Cathedral-Inspired Design Yields Lightweight Floor Slabs
Nancy Ordman | April 12, 2017Load-bearing concrete floor elements that are a mere two centimeters thick offer great stability without needing the reinforcements typically used in concrete construction. The floor design harks back to historical construction methods, including some used in Gothic cathedrals.
Philippe Block stands on a floor prototype printed using sand. Image credit: ETH Zürich/Peter RüeggThe impetus for reducing the thickness of concrete floor slabs comes from multiple directions. Thinner floors would allow a builder to add more floors in the same amount of space or to reduce the necessary space to accommodate the same number of floors. Using less concrete—which is not an environmentally-friendly building material—saves construction costs and reduces the amount of CO2 released during concrete production.
Researchers at ETH Zurich’s Institute of Technology in Architecture studied several construction methods, including the Catalan vault. This vault construction, which features narrow vertical reinforcing ribs, inspired the team’s design for concrete floor slabs.
Using computer software, the team calculated how to arrange the rib reinforcements for optimum distribution of compression forces during loading. The ribs converge at the slab’s four corners. The supports are connected by a set of steel ties that absorb the horizontal forces. The slab can absorb an asymmetric load of 4.2 tons, which is two and a half times what Swiss building codes require.
The research team also used 3-D printing to produce the first slabs, eliminating the need for expensive double-sided molds.
The research team’s next step is to test the new floor at the NEST research building in Dübendorf.

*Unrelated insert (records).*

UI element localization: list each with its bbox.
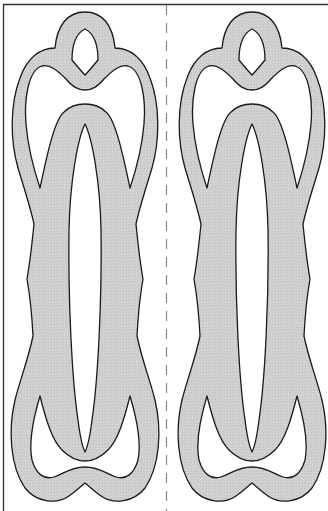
pattern-page: Two identical symmetric looped shapes se…	[0, 0, 328, 511]
left-pattern-piece	[11, 12, 159, 501]
right-pattern-piece	[178, 12, 326, 501]
pattern-canvas	[0, 0, 328, 511]
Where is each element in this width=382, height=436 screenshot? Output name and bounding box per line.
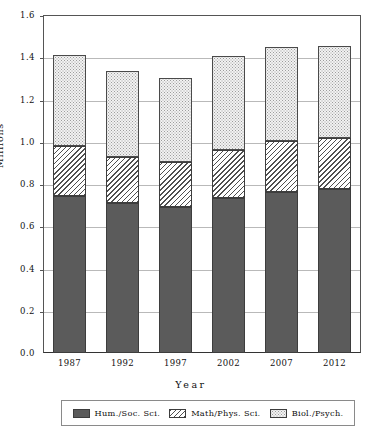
legend-label: Biol./Psych.: [292, 408, 344, 418]
stacked-bar-chart: 0.0 0.2 0.4 0.6 0.8 1.0 1.2 1.4 1.6 Mill…: [0, 0, 382, 436]
bar-segment[interactable]: [53, 55, 86, 146]
y-tick-label: 0.0: [20, 348, 35, 358]
bar-series-layer: [43, 15, 361, 353]
bar-segment[interactable]: [106, 157, 139, 203]
bar-group[interactable]: [53, 15, 86, 353]
y-tick-label: 1.2: [20, 95, 35, 105]
y-tick-label: 0.8: [20, 179, 35, 189]
x-tick-label: 2007: [270, 358, 293, 368]
bar-segment[interactable]: [159, 207, 192, 353]
chart-legend: Hum./Soc. Sci. Math/Phys. Sci. Biol./Psy…: [61, 400, 355, 426]
legend-item-hum-soc-sci: Hum./Soc. Sci.: [73, 408, 160, 418]
bar-segment[interactable]: [265, 47, 298, 141]
legend-item-math-phys-sci: Math/Phys. Sci.: [169, 408, 260, 418]
bar-segment[interactable]: [212, 56, 245, 150]
y-tick-label: 1.0: [20, 137, 35, 147]
y-tick-label: 1.6: [20, 10, 35, 20]
x-axis-title: Year: [0, 379, 382, 390]
bar-segment[interactable]: [106, 71, 139, 157]
x-tick-label: 1987: [58, 358, 81, 368]
bar-group[interactable]: [159, 15, 192, 353]
bar-segment[interactable]: [53, 146, 86, 196]
y-tick-label: 0.6: [20, 221, 35, 231]
bar-segment[interactable]: [53, 196, 86, 353]
legend-label: Math/Phys. Sci.: [191, 408, 260, 418]
y-axis-tick-labels: 0.0 0.2 0.4 0.6 0.8 1.0 1.2 1.4 1.6: [0, 15, 41, 353]
x-tick-label: 2012: [323, 358, 346, 368]
bar-segment[interactable]: [265, 192, 298, 353]
bar-segment[interactable]: [159, 78, 192, 161]
bar-segment[interactable]: [159, 162, 192, 207]
bar-group[interactable]: [106, 15, 139, 353]
legend-swatch-icon: [270, 409, 287, 418]
bar-segment[interactable]: [212, 198, 245, 353]
x-tick-label: 1997: [164, 358, 187, 368]
y-tick-label: 1.4: [20, 52, 35, 62]
y-tick-label: 0.2: [20, 306, 35, 316]
y-tick-label: 0.4: [20, 264, 35, 274]
legend-item-biol-psych: Biol./Psych.: [270, 408, 344, 418]
bar-segment[interactable]: [318, 138, 351, 190]
bar-segment[interactable]: [212, 150, 245, 198]
x-axis-tick-labels: 198719921997200220072012: [43, 358, 361, 372]
bar-group[interactable]: [265, 15, 298, 353]
legend-swatch-icon: [169, 409, 186, 418]
bar-group[interactable]: [212, 15, 245, 353]
bar-group[interactable]: [318, 15, 351, 353]
legend-label: Hum./Soc. Sci.: [95, 408, 160, 418]
x-tick-label: 2002: [217, 358, 240, 368]
x-tick-label: 1992: [111, 358, 134, 368]
bar-segment[interactable]: [318, 46, 351, 138]
bar-segment[interactable]: [106, 203, 139, 353]
bar-segment[interactable]: [318, 189, 351, 353]
legend-swatch-icon: [73, 409, 90, 418]
bar-segment[interactable]: [265, 141, 298, 193]
y-axis-title: Millions: [0, 123, 5, 168]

A two-story penthouse to be built on NEST’s roof will be constructed from the concrete floor slabs.
A resurrection of the 3-D spider web ideas from the early days of FEA. Structurally, it works, certainly with a gross span to depth ratio of no more than 10:1. Lacking ductile tensile bolstering of tension stress zones, though, a concrete only structure is still severely controlled by the tensile stresses in the concrete, a material which, when it does break, does so violently and without the ductile failure of e. g. steel, which failure mode can give a further, albeit, minor margin of safety and warning.